Of course, the diplomatic world probably deserves its fair share of criticism and cynicism. Isn’t it a profession stuck in another era, and an anachronism in the modern media-dominated world?

Well, although (honestly) we do not spend most evenings going to cocktail parties dressed in a James Bond bow tie and dinner jacket, there is a grain of truth in the cliché about the traditional way we do business.

As diplomats, we do go out and talk to many people. And yes, when asked about my job at the embassy, part of my reply seems to inevitably involve describing how frequently I sit down for lunch or dinner with some wonderful Jordanian guests.

But at the same time, we would reject the suggestion that our work and approach are somehow outdated.

From a diplomat’s point of view, meeting people, understanding their perspectives, and knowing how a country functions is central to what we do.

And at the same time, we embrace technological developments like everyone else. The insights and opportunities created, for example, by social media across the Middle East in recent years have been remarkable.

These channels allow the embassy to promote the UK more directly to more people than ever before, and at the same time, the likes of Twitter and Facebook open a window onto wide-ranging debates and views in Jordanian society.

By engaging proactively in this way, diplomats can help ground in a clearer reality discussions between their countries’ leaders when they sit down to talk about issues of mutual interest and concern.

And with the ongoing tragic situation in much of the Middle East, gaining an accurate understanding of what is taking place, how this is impacting our friends here in Jordan and how we can work together is hugely important.

The challenges facing the region today are obviously profound. And it is immensely difficult to predict what might happen in the future.

Of course, we also want to figure out how best to help. 

For example, the UK has spent £220m in Jordan since the beginning of the crisis in Syria and such support can only be delivered effectively if we understand what goes on.

What we do as diplomats is also very much at odds with that other famous cliché: an ambassador is sent abroad to lie for his or her country.

In my experience, working with ambassadors, that really is not true at all. In fact, the best diplomats are those that spend more time listening to their guests than lecturing them. 

And especially those that get to know a country by engaging outside of the usual cast of diplomatic contacts.

This approach remains essential for our work and we aim not only to meet politicians and officials, but as wide a slice of Jordanian society as possible. 

As is the situation in many countries, daily newspapers and official announcements can give only limited insight into the reality of local life. Listening and learning remain the best approaches for a diplomat in a foreign country.

So as diplomats working in Jordan, can we say that we really understand what is happening both here and in the region?

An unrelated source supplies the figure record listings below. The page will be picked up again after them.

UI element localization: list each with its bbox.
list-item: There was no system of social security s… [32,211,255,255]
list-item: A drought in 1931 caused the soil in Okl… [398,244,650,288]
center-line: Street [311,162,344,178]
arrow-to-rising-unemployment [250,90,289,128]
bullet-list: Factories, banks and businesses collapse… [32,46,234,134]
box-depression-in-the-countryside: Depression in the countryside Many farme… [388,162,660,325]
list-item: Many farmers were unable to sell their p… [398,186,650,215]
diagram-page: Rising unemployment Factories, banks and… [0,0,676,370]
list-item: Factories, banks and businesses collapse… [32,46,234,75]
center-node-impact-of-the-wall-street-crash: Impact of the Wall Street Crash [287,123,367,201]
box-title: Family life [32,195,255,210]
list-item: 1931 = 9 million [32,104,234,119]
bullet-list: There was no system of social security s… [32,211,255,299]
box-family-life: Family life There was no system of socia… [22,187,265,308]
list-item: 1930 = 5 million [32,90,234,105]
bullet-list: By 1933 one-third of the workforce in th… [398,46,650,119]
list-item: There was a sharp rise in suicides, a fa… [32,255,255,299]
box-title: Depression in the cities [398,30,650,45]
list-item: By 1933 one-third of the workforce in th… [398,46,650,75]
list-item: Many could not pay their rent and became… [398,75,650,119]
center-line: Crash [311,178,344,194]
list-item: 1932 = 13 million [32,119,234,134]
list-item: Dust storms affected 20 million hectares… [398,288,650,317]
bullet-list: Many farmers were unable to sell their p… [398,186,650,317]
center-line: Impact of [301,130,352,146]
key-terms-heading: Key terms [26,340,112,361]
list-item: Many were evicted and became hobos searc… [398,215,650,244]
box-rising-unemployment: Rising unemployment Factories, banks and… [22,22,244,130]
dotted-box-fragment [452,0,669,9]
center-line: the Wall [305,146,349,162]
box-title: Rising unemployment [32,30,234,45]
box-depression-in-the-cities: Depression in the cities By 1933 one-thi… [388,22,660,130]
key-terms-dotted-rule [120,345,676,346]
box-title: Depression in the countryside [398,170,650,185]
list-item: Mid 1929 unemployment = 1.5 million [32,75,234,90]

The honest reply is that we keep trying, and that we surely get to know more about the Middle East by living and working here.

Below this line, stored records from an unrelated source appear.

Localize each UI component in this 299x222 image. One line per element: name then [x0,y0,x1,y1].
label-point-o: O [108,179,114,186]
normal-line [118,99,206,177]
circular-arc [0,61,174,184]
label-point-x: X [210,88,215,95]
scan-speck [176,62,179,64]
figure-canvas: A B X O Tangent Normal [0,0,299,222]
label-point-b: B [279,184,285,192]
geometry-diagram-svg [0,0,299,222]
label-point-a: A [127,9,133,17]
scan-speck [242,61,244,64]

And to strengthen that engagement, the academy is helping diplomats improve their language skills too.

Ultimately, we seek to use that knowledge to better inform our country’s foreign polices and activities. And also take time to challenge some of those classic stereotypes and conspiracies about Britain that swirl regularly around the Middle East.

Of course, none of this is new.

Many years ago, the British Foreign Office used to publish a guide for its diplomats that gave learned advice on something called protocol. This was an A to Z of how diplomats should behave. Its guidance included wisdom on how best to seat guests at dinner parties, whether to arrive before or after the ambassador at a reception and how wives (yes, wives, not husbands) could best play their part at the myriad social events in a diplomat’s working life.

The guide even carried a government security classification.

Thankfully the world has moved on somewhat. But meeting people and understanding another’s perspective remains at the core of what we do. 

Hopefully our new academy will help embed these ideas and skills in a new generation of British diplomats, too.

The writer is first secretary political and economic at the British embassy in Amman. He contributed this article to The Jordan Times.